Service providers are evaluated and scored based on five core criteria

Business Model

Provider’s ability to reposition core competencies around new products, services, and business models to adapt to shifting patterns of market supply, demand, behavior, and ways of doing business.

Value Proposition

Provider’s ability to deliver on its value proposition, i.e., the positioning statement that communicates the benefits and economic value a prospect will receive by purchasing the provider’s products and services over a competitor’s.

Service Delivery

Provider’s ability to mobilize resources and configure assets to serve clients.

Client Impact

Provider’s ability to help clients affect continuous, sustainable change, mitigate risk, improve performance, and achieve growth.

Brand Eminence

Provider’s ability to leverage brand and marketing strategies to differentiate in its marketplace as an expert practitioner and thought leader.

About The Analyst

Tomek’s focus is on finance management consulting, which includes finance operations, balance sheet strategy & investor relations, portfolio & capital strategy, and transaction advisory services.

Before joining ALM Intelligence, Tomek led the European asset-backed securities (ABS) and global collateralized debt obligation (CDO) report sourcing and research efforts for the asset-backed securities market intelligence firm Lewtan Technologies. Before that he spent five years with Capital Access International, a fixed-income market intelligence firm responsible for bringing the widely known fixed-income investment professional and securities profile tool eMAXX™ to the investment world. He was Director of North American data research when that firm was acquired by Lipper (a Reuters company) in 2002.

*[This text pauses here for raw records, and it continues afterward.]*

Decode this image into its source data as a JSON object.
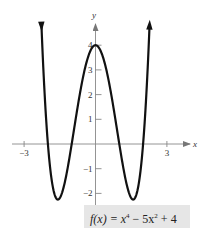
{
  "chart_data": {
    "type": "line",
    "title": "",
    "xlabel": "x",
    "ylabel": "y",
    "xlim": [
      -3.5,
      3.9
    ],
    "ylim": [
      -2.6,
      5.3
    ],
    "x_ticks": [
      -3,
      3
    ],
    "x_tick_labels": [
      "−3",
      "3"
    ],
    "y_ticks": [
      -2,
      -1,
      1,
      2,
      3,
      4
    ],
    "y_tick_labels": [
      "−2",
      "−1",
      "1",
      "2",
      "3",
      "4"
    ],
    "grid": false,
    "legend": null,
    "series": [
      {
        "name": "f(x) = x^4 - 5x^2 + 4",
        "expression": "x^4 - 5x^2 + 4",
        "x_range": [
          -2.27,
          2.27
        ],
        "key_points": [
          {
            "x": -2,
            "y": 0
          },
          {
            "x": -1.58,
            "y": -2.25
          },
          {
            "x": -1,
            "y": 0
          },
          {
            "x": 0,
            "y": 4
          },
          {
            "x": 1,
            "y": 0
          },
          {
            "x": 1.58,
            "y": -2.25
          },
          {
            "x": 2,
            "y": 0
          }
        ],
        "color": "#1a1a1a"
      }
    ],
    "annotations": [
      {
        "text": "f(x) = x⁴ − 5x² + 4",
        "position": "bottom-right"
      }
    ]
  },
  "labels": {
    "x_axis": "x",
    "y_axis": "y",
    "function_prefix": "f(x) = x",
    "exp4": "4",
    "mid": " − 5x",
    "exp2": "2",
    "suffix": " + 4"
  }
}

Tomek earned a B.A. in History magna cum laude, with a minor in Cultural Anthropology, from SUNY at Buffalo (New York). In 2017 Tomek earned his Masters of Science degree in Applied Economics from Southern New Hampshire University. He also spent several years living and studying in Poland, Hungary, and other regions of Eastern Europe and has authored a successful book (published in late 2013) on Eastern Europe, which is going into its second edition in 2018.